Who wants to see God? Those who love Him and serve Him. And no one else.

And the reason is clear from the passage above. In the last verse the author says simply and powerfully, “Our God is a consuming fire.” You can’t read that and not be stopped in your tracks. Earlier in the passage he spoke of “a voice whose words made the hearers beg that no further messages be spoken to them” (Hebrews 12:19). The whole thing is based on the account from Exodus 19 of the people of Israel at Mount Sinai just prior to the giving of the Law. In the presence of God even Moses said, “I tremble with fear.”
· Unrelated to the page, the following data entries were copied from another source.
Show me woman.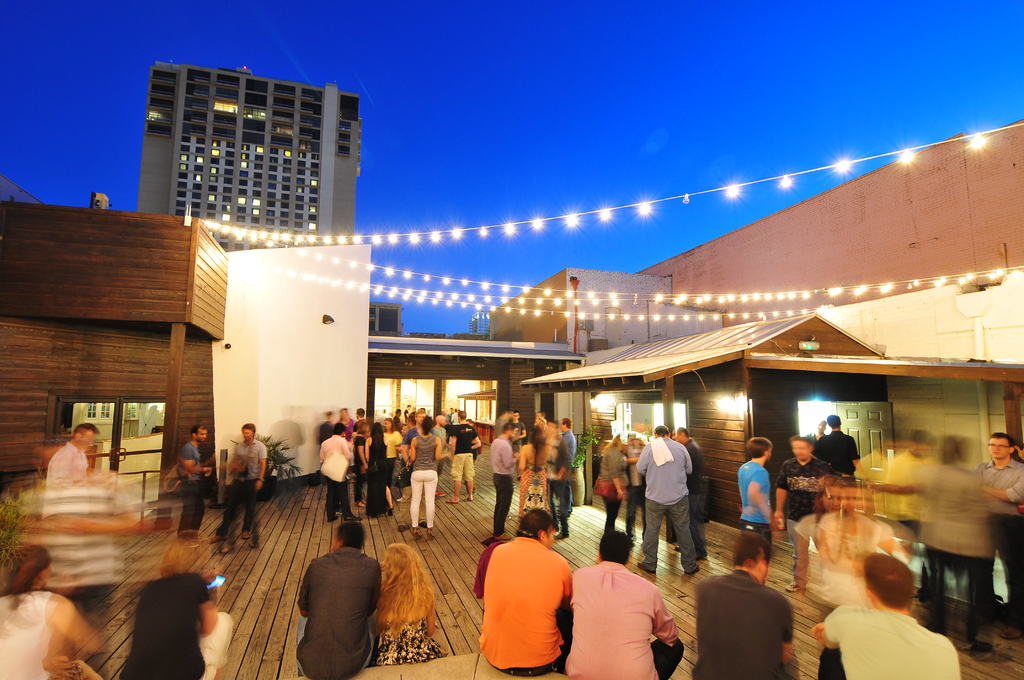
woman is here: 0 541 106 679.
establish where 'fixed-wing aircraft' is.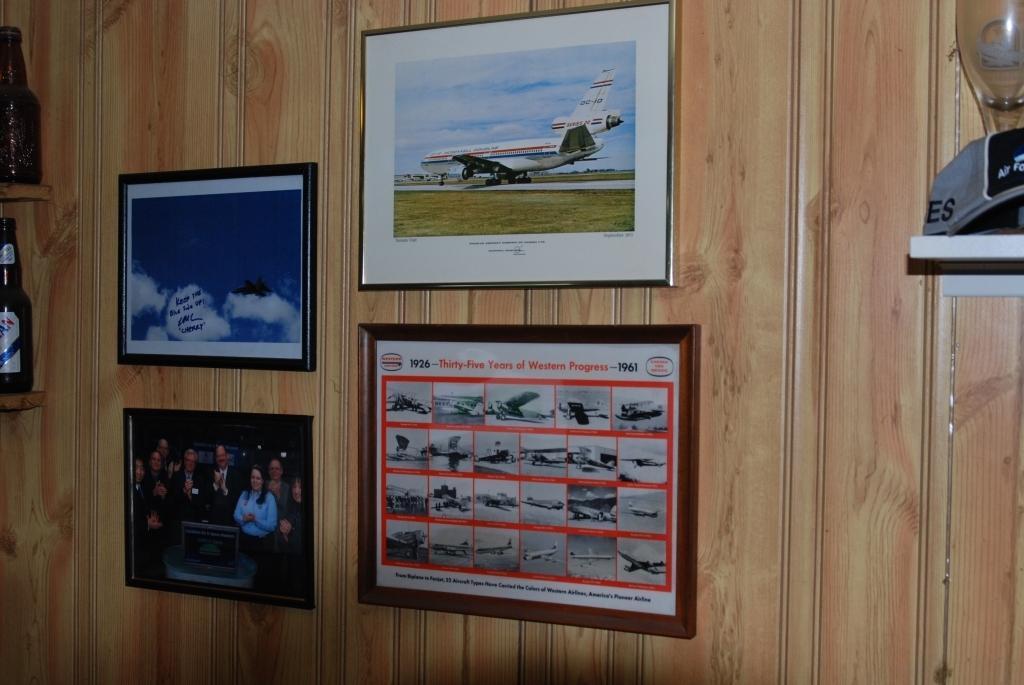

Who wants to see God now? Even for believers it will be something that cannot be taken lightly or casually.

by David Wilkerson
[May 19, 1931 - April 27, 2011]

Why did God look so favorably upon Jacob, a deceiver? We read in Isaiah: “I
dwell in the high and holy place, with him also that is of a contrite and
humble spirit, to revive the spirit of the humble, and to revive the heart of
the contrite ones” (Isaiah 57:15).

This passage describes a man who, like Jacob, is dejected, on the run, and God
is reviving him, blessing him, honoring him. Isaiah adds: “But to this man will
I look, even to him that is poor and of a contrite spirit, and trembleth at my
word” (Isaiah 66:2).

We know that humans consider the outward appearance, but God always looks at
the heart. We can see only Jacob’s covetousness, greed and manipulation. But
God saw beyond his flesh and into something within his heart — a contrite,
broken spirit. God knew that something in Jacob’s heart was willing to be
changed.

That is exactly what God is looking for in us. He looks for a broken, repentant
heart He can work on. He cannot do anything with an Esau type, who takes the
things of God for granted and weeps phony tears of repentance. Esau was sensual
and his heart was hard. He was like many Christians today, floating through life
with no purpose, wanting only to enjoy sensual pleasures along the way.

Jacob revered God’s Word. How do I know this? Think about it: Jacob must have
heard his father, Isaac, repeatedly tell the story of how God had made a
covenant with Jacob’s grandfather, Abraham. He heard of the time Isaac was laid
upon the altar to be slain, but when Abraham lifted the knife, God stopped him
and showed him a lamb to be used for the sacrifice. Finally, Jacob also heard
of the holy seed that was to come from the patriarchal lineage.

In addition to all this, Jacob’s mother probably reminded him of the dream God
had given her — that Jacob would be the holy seed. Jacob must have thrilled
at the thought that one day he would be the head of the clan, carrying the
torch of the lineage through which the Messiah would come!